Thomas,
We are using an oracle database setup, we have a development database and a production database, the production database is for billing.
The databases have the sane TNS resolver name of DB1. To test that it was using the correct settings.py file I removed the database information
from it and it is using the settings.py file that I thought it was. However when I log into the development database and run the query im using with
django it will return what im seeing on my django page although my django settings file is pointed to my other database and I even have to use the login associated
with the production database, the weird part is that the data returned is still the development database. I'm running in debug mode, manage.py runserver. However the production database
right now has no write privileges only read privileges so that should not be affecting the query. I even output the exact query that im using to the webpage and run seperately in each database
it returns the correct data when im manually logged into the production database.
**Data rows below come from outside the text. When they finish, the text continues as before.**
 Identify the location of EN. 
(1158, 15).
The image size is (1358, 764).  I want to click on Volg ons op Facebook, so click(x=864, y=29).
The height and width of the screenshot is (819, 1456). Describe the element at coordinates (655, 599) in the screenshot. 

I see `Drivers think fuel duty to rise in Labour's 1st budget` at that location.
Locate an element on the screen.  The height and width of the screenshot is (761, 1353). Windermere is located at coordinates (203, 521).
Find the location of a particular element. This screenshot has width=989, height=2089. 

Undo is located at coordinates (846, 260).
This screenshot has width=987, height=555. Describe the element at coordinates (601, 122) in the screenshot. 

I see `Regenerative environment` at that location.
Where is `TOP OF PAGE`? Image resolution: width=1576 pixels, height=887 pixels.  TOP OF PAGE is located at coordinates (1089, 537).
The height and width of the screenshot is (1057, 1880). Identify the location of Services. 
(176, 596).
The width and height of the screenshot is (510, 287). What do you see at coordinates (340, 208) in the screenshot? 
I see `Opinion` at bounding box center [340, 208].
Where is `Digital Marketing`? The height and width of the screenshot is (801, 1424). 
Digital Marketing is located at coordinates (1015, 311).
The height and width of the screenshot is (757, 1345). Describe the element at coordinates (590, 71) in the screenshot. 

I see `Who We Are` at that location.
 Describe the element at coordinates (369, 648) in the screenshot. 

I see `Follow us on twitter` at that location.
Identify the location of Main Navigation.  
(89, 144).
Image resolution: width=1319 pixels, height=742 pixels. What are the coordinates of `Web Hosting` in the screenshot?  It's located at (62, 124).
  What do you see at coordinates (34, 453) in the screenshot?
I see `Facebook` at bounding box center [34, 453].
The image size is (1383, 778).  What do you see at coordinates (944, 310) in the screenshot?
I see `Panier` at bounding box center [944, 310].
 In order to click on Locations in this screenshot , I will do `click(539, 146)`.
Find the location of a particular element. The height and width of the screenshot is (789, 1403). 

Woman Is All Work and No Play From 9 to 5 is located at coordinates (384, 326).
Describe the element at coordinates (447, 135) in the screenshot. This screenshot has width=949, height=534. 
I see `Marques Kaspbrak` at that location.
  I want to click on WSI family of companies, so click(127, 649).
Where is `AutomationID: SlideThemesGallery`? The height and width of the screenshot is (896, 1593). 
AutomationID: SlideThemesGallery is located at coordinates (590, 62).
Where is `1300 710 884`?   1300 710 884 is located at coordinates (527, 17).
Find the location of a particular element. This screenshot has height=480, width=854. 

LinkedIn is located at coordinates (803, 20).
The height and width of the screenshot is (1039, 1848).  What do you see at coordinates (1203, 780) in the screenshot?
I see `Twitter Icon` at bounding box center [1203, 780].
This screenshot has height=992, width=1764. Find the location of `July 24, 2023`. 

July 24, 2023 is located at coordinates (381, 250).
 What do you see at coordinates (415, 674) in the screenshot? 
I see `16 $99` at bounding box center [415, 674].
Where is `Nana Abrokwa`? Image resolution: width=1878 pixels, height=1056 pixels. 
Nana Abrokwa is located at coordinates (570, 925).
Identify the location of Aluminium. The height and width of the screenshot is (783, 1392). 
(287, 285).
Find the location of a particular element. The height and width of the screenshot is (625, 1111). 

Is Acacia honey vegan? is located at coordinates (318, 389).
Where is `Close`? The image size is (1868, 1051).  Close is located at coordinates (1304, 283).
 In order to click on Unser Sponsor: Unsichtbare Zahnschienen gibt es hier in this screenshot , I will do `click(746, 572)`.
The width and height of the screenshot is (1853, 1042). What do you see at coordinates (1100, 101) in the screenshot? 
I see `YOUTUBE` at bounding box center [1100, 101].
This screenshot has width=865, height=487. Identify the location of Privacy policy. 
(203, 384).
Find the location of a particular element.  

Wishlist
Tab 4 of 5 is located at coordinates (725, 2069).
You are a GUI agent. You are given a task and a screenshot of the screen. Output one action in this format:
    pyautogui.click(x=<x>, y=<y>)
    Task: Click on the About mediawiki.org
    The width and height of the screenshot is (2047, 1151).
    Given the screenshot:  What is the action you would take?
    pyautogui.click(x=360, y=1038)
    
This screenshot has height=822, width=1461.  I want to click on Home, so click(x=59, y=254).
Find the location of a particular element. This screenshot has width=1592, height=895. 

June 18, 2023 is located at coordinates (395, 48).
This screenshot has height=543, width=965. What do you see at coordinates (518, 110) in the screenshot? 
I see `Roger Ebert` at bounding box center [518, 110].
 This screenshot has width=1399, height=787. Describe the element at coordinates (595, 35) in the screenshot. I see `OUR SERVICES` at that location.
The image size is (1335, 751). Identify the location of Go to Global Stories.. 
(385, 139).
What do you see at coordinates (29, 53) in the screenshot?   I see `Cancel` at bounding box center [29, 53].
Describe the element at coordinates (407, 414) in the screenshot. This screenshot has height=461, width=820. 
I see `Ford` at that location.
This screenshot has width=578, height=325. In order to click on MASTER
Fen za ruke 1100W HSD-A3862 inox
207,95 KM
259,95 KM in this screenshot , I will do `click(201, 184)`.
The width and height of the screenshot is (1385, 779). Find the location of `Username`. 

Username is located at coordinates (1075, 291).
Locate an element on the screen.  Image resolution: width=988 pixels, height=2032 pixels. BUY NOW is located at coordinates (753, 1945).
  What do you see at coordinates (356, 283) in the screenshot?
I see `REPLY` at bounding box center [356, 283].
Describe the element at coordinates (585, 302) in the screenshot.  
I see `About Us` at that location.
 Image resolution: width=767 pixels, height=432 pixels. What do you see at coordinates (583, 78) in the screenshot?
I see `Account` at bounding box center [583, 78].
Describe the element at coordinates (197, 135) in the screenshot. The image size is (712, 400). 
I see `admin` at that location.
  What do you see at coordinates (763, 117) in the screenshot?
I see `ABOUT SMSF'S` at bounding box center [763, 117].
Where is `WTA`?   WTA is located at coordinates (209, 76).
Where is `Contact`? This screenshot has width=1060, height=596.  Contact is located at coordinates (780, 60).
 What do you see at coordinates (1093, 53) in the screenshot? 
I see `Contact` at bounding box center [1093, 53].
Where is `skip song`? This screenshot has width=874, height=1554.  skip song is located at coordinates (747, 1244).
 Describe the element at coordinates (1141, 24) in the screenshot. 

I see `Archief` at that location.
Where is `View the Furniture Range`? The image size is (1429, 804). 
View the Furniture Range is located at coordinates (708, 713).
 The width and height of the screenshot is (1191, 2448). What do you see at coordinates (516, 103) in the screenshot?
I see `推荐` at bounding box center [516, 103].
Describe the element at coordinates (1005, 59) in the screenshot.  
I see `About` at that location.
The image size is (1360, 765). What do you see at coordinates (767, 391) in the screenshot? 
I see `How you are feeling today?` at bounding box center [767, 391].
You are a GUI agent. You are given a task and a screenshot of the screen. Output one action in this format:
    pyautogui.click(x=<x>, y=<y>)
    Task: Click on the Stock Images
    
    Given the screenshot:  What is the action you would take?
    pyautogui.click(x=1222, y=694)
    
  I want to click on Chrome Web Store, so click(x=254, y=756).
The app was first synced on the development database.
select customer_name, substr(decode(vcd_managed,'Y',vm_name,'N',vm_group_name || ' ' || vm_display_name),1,100) vm_name, cpu_ghz_hours,ram_gb_hours, guest_os from customers a, vm_groups b, vms c, vm_compute_usage_histories d, vm_compute_histories e, guest_os f where a.customer_id = b.customer_id and b.vm_group_id = c.vm_group_id and c.vm_id = d.vm_id and trunc(d.datetime) = to_date('01-Jun-2014', 'DD-MON-YY') and a.customer_id != 24 and inactive = 'N' and cpu_ghz_hours > 0 and e.datetime = (select max(datetime) from vm_compute_histories g where c.vm_id = g.vm_id) and e.vm_id = c.vm_id and e.guest_os_id = f.guest_os_id order by 1,2
there is the query that im running.
when i sync the db it syncs just fine. I'm not sure how this is even possible.